Favorite Travel Quotes

"Travel is fatal to prejudice, bigotry, and narrow-mindedness, and many of our people need it sorely on these accounts."
-- Mark Twain
Innocents Abroad

"Stop worrying about the potholes in the road and celebrate the journey." -- Fitzhugh Mullan

"A good traveler has no fixed plans and is not intent on arriving." -- Lao Tzu

Training For Mount Rainier In Glacier National Park Transforms Drudgery Into Pleasure

Mount Jackson and moose

Mount Jackson and Moose

©Bert Gildart: Six days from now, Janie and I will be towing our Airstream to Mount Rainier National Park for my much anticipated climb of THE MOUNTAIN.

Our guides tell us that on the first day we will be climbing approximately 5,000 feet to Camp Muir, an intermediate camp located at 10,000 feet. On the second day we’ll pass through Disappointment Cleaver and make a high camp about 2,000 feet above Camp Muir for a final ascent on the third day of Rainier.

International Mountain Guide Paul Bauger, tells us we need to be in the “best shape of our lives.” I’ve taken Paul at his word, and hope that what I’ve been doing will be adequate. What we’re doing though challenging is not impossible for older people.

The oldest, in fact, to ascend Rainier was 83, and he accomplished the feat this year, doing so over a period of several days. On August 9, 2004, former climbing ranger Chad Kellogg went from Paradise trailhead at an elevation of 5,420 feet to the 14,410-foot summit and back IN FOUR HOURS AND 59 MINUTES—a trip that takes the average climber a good 2 days. We’re planning a three-day trip, but then I also want to take lots of pictures.

Though there may be more I could have done, I don’t know what that might have been. I’ve engaged in the drudgery of weight lifting, but on several occasions have transformed drudgery into pleasure with friends—and recently with family.

Two days ago, nephews Brian and Jeremy Rossman and I departed the trailhead for Jackson Glacier. The trip required a six-mile gradual climb to Gunsight Lake, certainly one of the most incredible lakes in Glacier. As we hiked along St. Mary River we saw mergansers basking at a curve in the river. At Mirror Pond we paused to photograph a near perfect reflection of Mount Jackson—and concentrated on that until a moose walked into the picture.

We stayed with the moose for about 30 minutes, then continued on to Gunsight, a lake at which I’ve camped. From there, the trail climbed steeply another 2.5 miles to trail’s end near Jackson Glacier. From there we bushwhacked another mile to near the summit of Jackson Mountain for a more intimate look of this much-reduced chunk of ice. Adjacent to it was Blackfoot Glacier, and in the not-too-distant past, the two glaciers were united as one.

Though glaciers dominated this setting as recently as 20 years ago, manifestations of their past presence are everywhere. First there were the huge boulders over which we walked, ground and pulverized by the power of glaciers. In themselves, the rocks were interesting. All were of sedimentary origin, but from several different time periods. Huge green and red boulders were all mixed together, representing the different eons during which inland seas deposited their colorful, telltale sediments.

jcakson glacier

Jackson Glacier

Later, these sediments bonded and solidified and then with the passage of many more millions of years were thrust upward through the process of orogeny.Brian and Jeremy and I discussed these immense passages of time and sat in awe for awhile, realizing that although there was a puzzle here, we could in fact, fit together some of the pieces. We could see lateral moraines. We could see the smooth sheet of rock on which the glacier had recently been ground smooth by weight and sliding action.

We sat for awhile longer and then realized that we did, in fact, have a long way to hike back before the day was over. All totaled we covered about 18 miles with packs and ascended much of Mount Jackson.

blackfoot glacier and virginia falls

Blackfoot Glacier & Virginia Falls

Now all I have to do is repeat in Rainier what I did in Glacier—and do it for three consecutive days. If I can’t do it this year, Rainier will still be there next year—and even the year after. I’m not out to break any records, simply to enjoy the beauty of the mountain—one of the most lofty places in the continental United States.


With all images omitted, write out the records word for word.

[Opening DATA RECORDS section]

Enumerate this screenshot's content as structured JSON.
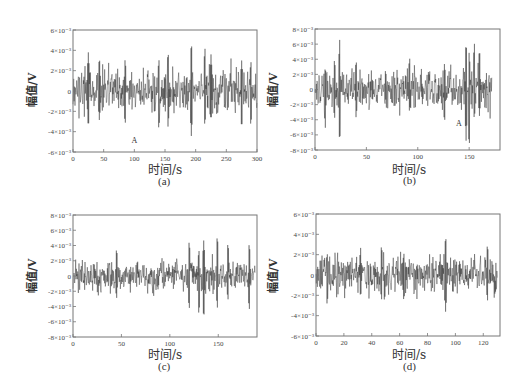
{
  "chart_data": [
    {
      "id": "a",
      "type": "line",
      "caption": "(a)",
      "xlabel": "时间/s",
      "ylabel": "幅值/V",
      "xlim": [
        0,
        300
      ],
      "ylim": [
        -0.006,
        0.006
      ],
      "xticks": [
        0,
        50,
        100,
        150,
        200,
        250,
        300
      ],
      "yticks": [
        -0.006,
        -0.004,
        -0.002,
        0,
        0.002,
        0.004,
        0.006
      ],
      "ytick_labels": [
        "-6×10⁻³",
        "-4×10⁻³",
        "-2×10⁻³",
        "0",
        "2×10⁻³",
        "4×10⁻³",
        "6×10⁻³"
      ],
      "grid": false,
      "annotation": {
        "text": "A",
        "x": 100,
        "y": -0.0051
      },
      "signal": {
        "duration": 300,
        "noise_std": 0.0011,
        "seed": 11,
        "spikes": [
          [
            25,
            0.0038,
            -0.0037
          ],
          [
            43,
            0.0034,
            -0.0029
          ],
          [
            85,
            0.0032,
            -0.0034
          ],
          [
            140,
            0.0032,
            -0.0039
          ],
          [
            155,
            0.004,
            -0.0036
          ],
          [
            193,
            0.005,
            -0.0045
          ],
          [
            215,
            0.0044,
            -0.0035
          ],
          [
            225,
            0.0036,
            -0.003
          ],
          [
            275,
            0.003,
            -0.0038
          ],
          [
            290,
            0.003,
            -0.0035
          ]
        ]
      }
    },
    {
      "id": "b",
      "type": "line",
      "caption": "(b)",
      "xlabel": "时间/s",
      "ylabel": "幅值/V",
      "xlim": [
        0,
        180
      ],
      "ylim": [
        -0.008,
        0.008
      ],
      "xticks": [
        0,
        50,
        100,
        150
      ],
      "yticks": [
        -0.008,
        -0.006,
        -0.004,
        -0.002,
        0,
        0.002,
        0.004,
        0.006,
        0.008
      ],
      "ytick_labels": [
        "-8×10⁻³",
        "-6×10⁻³",
        "-4×10⁻³",
        "-2×10⁻³",
        "0",
        "2×10⁻³",
        "4×10⁻³",
        "6×10⁻³",
        "8×10⁻³"
      ],
      "grid": false,
      "annotation": {
        "text": "A",
        "x": 140,
        "y": -0.0048
      },
      "signal": {
        "duration": 172,
        "noise_std": 0.0013,
        "seed": 23,
        "spikes": [
          [
            10,
            0.003,
            -0.0052
          ],
          [
            19,
            0.0041,
            -0.004
          ],
          [
            24,
            0.0066,
            -0.0073
          ],
          [
            40,
            0.004,
            -0.0038
          ],
          [
            92,
            0.0044,
            -0.003
          ],
          [
            126,
            0.0035,
            -0.0045
          ],
          [
            147,
            0.0065,
            -0.0068
          ],
          [
            150,
            0.005,
            -0.008
          ],
          [
            155,
            0.0064,
            -0.004
          ],
          [
            160,
            0.0056,
            -0.0035
          ]
        ]
      }
    },
    {
      "id": "c",
      "type": "line",
      "caption": "(c)",
      "xlabel": "时间/s",
      "ylabel": "幅值/V",
      "xlim": [
        0,
        190
      ],
      "ylim": [
        -0.008,
        0.008
      ],
      "xticks": [
        0,
        50,
        100,
        150
      ],
      "yticks": [
        -0.008,
        -0.006,
        -0.004,
        -0.002,
        0,
        0.002,
        0.004,
        0.006,
        0.008
      ],
      "ytick_labels": [
        "-8×10⁻³",
        "-6×10⁻³",
        "-4×10⁻³",
        "-2×10⁻³",
        "0",
        "2×10⁻³",
        "4×10⁻³",
        "6×10⁻³",
        "8×10⁻³"
      ],
      "grid": false,
      "annotation": null,
      "signal": {
        "duration": 188,
        "noise_std": 0.001,
        "seed": 37,
        "spikes": [
          [
            45,
            0.0037,
            -0.003
          ],
          [
            120,
            0.0047,
            -0.0045
          ],
          [
            130,
            0.0035,
            -0.0052
          ],
          [
            135,
            0.0047,
            -0.0058
          ],
          [
            149,
            0.0055,
            -0.0043
          ],
          [
            160,
            0.0045,
            -0.0032
          ],
          [
            182,
            0.0044,
            -0.0046
          ]
        ]
      }
    },
    {
      "id": "d",
      "type": "line",
      "caption": "(d)",
      "xlabel": "时间/s",
      "ylabel": "幅值/V",
      "xlim": [
        0,
        132
      ],
      "ylim": [
        -0.006,
        0.006
      ],
      "xticks": [
        0,
        20,
        40,
        60,
        80,
        100,
        120
      ],
      "yticks": [
        -0.006,
        -0.004,
        -0.002,
        0,
        0.002,
        0.004,
        0.006
      ],
      "ytick_labels": [
        "-6×10⁻³",
        "-4×10⁻³",
        "-2×10⁻³",
        "0",
        "2×10⁻³",
        "4×10⁻³",
        "6×10⁻³"
      ],
      "grid": false,
      "annotation": null,
      "signal": {
        "duration": 130,
        "noise_std": 0.0009,
        "seed": 51,
        "spikes": [
          [
            8,
            0.0022,
            -0.003
          ],
          [
            32,
            0.0027,
            -0.0022
          ],
          [
            47,
            0.003,
            -0.0025
          ],
          [
            63,
            0.0022,
            -0.0026
          ],
          [
            93,
            0.004,
            -0.0037
          ],
          [
            123,
            0.0031,
            -0.0026
          ]
        ]
      }
    }
  ],
  "style": {
    "line_color": "#1a1a1a",
    "axis_color": "#777777",
    "text_color": "#333333"
  }
}
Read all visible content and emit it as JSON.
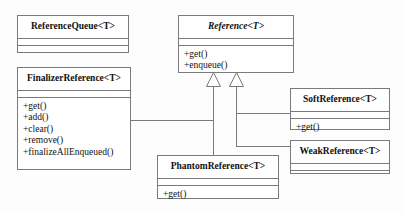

[Closing DATA RECORDS section]

*ANSWER*.
Enumerate this screenshot's content as structured JSON.
{
  "chart_data": [
    {
      "id": "a",
      "type": "line",
      "caption": "(a)",
      "xlabel": "时间/s",
      "ylabel": "幅值/V",
      "xlim": [
        0,
        300
      ],
      "ylim": [
        -0.006,
        0.006
      ],
      "xticks": [
        0,
        50,
        100,
        150,
        200,
        250,
        300
      ],
      "yticks": [
        -0.006,
        -0.004,
        -0.002,
        0,
        0.002,
        0.004,
        0.006
      ],
      "ytick_labels": [
        "-6×10⁻³",
        "-4×10⁻³",
        "-2×10⁻³",
        "0",
        "2×10⁻³",
        "4×10⁻³",
        "6×10⁻³"
      ],
      "grid": false,
      "annotation": {
        "text": "A",
        "x": 100,
        "y": -0.0051
      },
      "signal": {
        "duration": 300,
        "noise_std": 0.0011,
        "seed": 11,
        "spikes": [
          [
            25,
            0.0038,
            -0.0037
          ],
          [
            43,
            0.0034,
            -0.0029
          ],
          [
            85,
            0.0032,
            -0.0034
          ],
          [
            140,
            0.0032,
            -0.0039
          ],
          [
            155,
            0.004,
            -0.0036
          ],
          [
            193,
            0.005,
            -0.0045
          ],
          [
            215,
            0.0044,
            -0.0035
          ],
          [
            225,
            0.0036,
            -0.003
          ],
          [
            275,
            0.003,
            -0.0038
          ],
          [
            290,
            0.003,
            -0.0035
          ]
        ]
      }
    },
    {
      "id": "b",
      "type": "line",
      "caption": "(b)",
      "xlabel": "时间/s",
      "ylabel": "幅值/V",
      "xlim": [
        0,
        180
      ],
      "ylim": [
        -0.008,
        0.008
      ],
      "xticks": [
        0,
        50,
        100,
        150
      ],
      "yticks": [
        -0.008,
        -0.006,
        -0.004,
        -0.002,
        0,
        0.002,
        0.004,
        0.006,
        0.008
      ],
      "ytick_labels": [
        "-8×10⁻³",
        "-6×10⁻³",
        "-4×10⁻³",
        "-2×10⁻³",
        "0",
        "2×10⁻³",
        "4×10⁻³",
        "6×10⁻³",
        "8×10⁻³"
      ],
      "grid": false,
      "annotation": {
        "text": "A",
        "x": 140,
        "y": -0.0048
      },
      "signal": {
        "duration": 172,
        "noise_std": 0.0013,
        "seed": 23,
        "spikes": [
          [
            10,
            0.003,
            -0.0052
          ],
          [
            19,
            0.0041,
            -0.004
          ],
          [
            24,
            0.0066,
            -0.0073
          ],
          [
            40,
            0.004,
            -0.0038
          ],
          [
            92,
            0.0044,
            -0.003
          ],
          [
            126,
            0.0035,
            -0.0045
          ],
          [
            147,
            0.0065,
            -0.0068
          ],
          [
            150,
            0.005,
            -0.008
          ],
          [
            155,
            0.0064,
            -0.004
          ],
          [
            160,
            0.0056,
            -0.0035
          ]
        ]
      }
    },
    {
      "id": "c",
      "type": "line",
      "caption": "(c)",
      "xlabel": "时间/s",
      "ylabel": "幅值/V",
      "xlim": [
        0,
        190
      ],
      "ylim": [
        -0.008,
        0.008
      ],
      "xticks": [
        0,
        50,
        100,
        150
      ],
      "yticks": [
        -0.008,
        -0.006,
        -0.004,
        -0.002,
        0,
        0.002,
        0.004,
        0.006,
        0.008
      ],
      "ytick_labels": [
        "-8×10⁻³",
        "-6×10⁻³",
        "-4×10⁻³",
        "-2×10⁻³",
        "0",
        "2×10⁻³",
        "4×10⁻³",
        "6×10⁻³",
        "8×10⁻³"
      ],
      "grid": false,
      "annotation": null,
      "signal": {
        "duration": 188,
        "noise_std": 0.001,
        "seed": 37,
        "spikes": [
          [
            45,
            0.0037,
            -0.003
          ],
          [
            120,
            0.0047,
            -0.0045
          ],
          [
            130,
            0.0035,
            -0.0052
          ],
          [
            135,
            0.0047,
            -0.0058
          ],
          [
            149,
            0.0055,
            -0.0043
          ],
          [
            160,
            0.0045,
            -0.0032
          ],
          [
            182,
            0.0044,
            -0.0046
          ]
        ]
      }
    },
    {
      "id": "d",
      "type": "line",
      "caption": "(d)",
      "xlabel": "时间/s",
      "ylabel": "幅值/V",
      "xlim": [
        0,
        132
      ],
      "ylim": [
        -0.006,
        0.006
      ],
      "xticks": [
        0,
        20,
        40,
        60,
        80,
        100,
        120
      ],
      "yticks": [
        -0.006,
        -0.004,
        -0.002,
        0,
        0.002,
        0.004,
        0.006
      ],
      "ytick_labels": [
        "-6×10⁻³",
        "-4×10⁻³",
        "-2×10⁻³",
        "0",
        "2×10⁻³",
        "4×10⁻³",
        "6×10⁻³"
      ],
      "grid": false,
      "annotation": null,
      "signal": {
        "duration": 130,
        "noise_std": 0.0009,
        "seed": 51,
        "spikes": [
          [
            8,
            0.0022,
            -0.003
          ],
          [
            32,
            0.0027,
            -0.0022
          ],
          [
            47,
            0.003,
            -0.0025
          ],
          [
            63,
            0.0022,
            -0.0026
          ],
          [
            93,
            0.004,
            -0.0037
          ],
          [
            123,
            0.0031,
            -0.0026
          ]
        ]
      }
    }
  ],
  "style": {
    "line_color": "#1a1a1a",
    "axis_color": "#777777",
    "text_color": "#333333"
  }
}
Read all visible content and emit it as JSON.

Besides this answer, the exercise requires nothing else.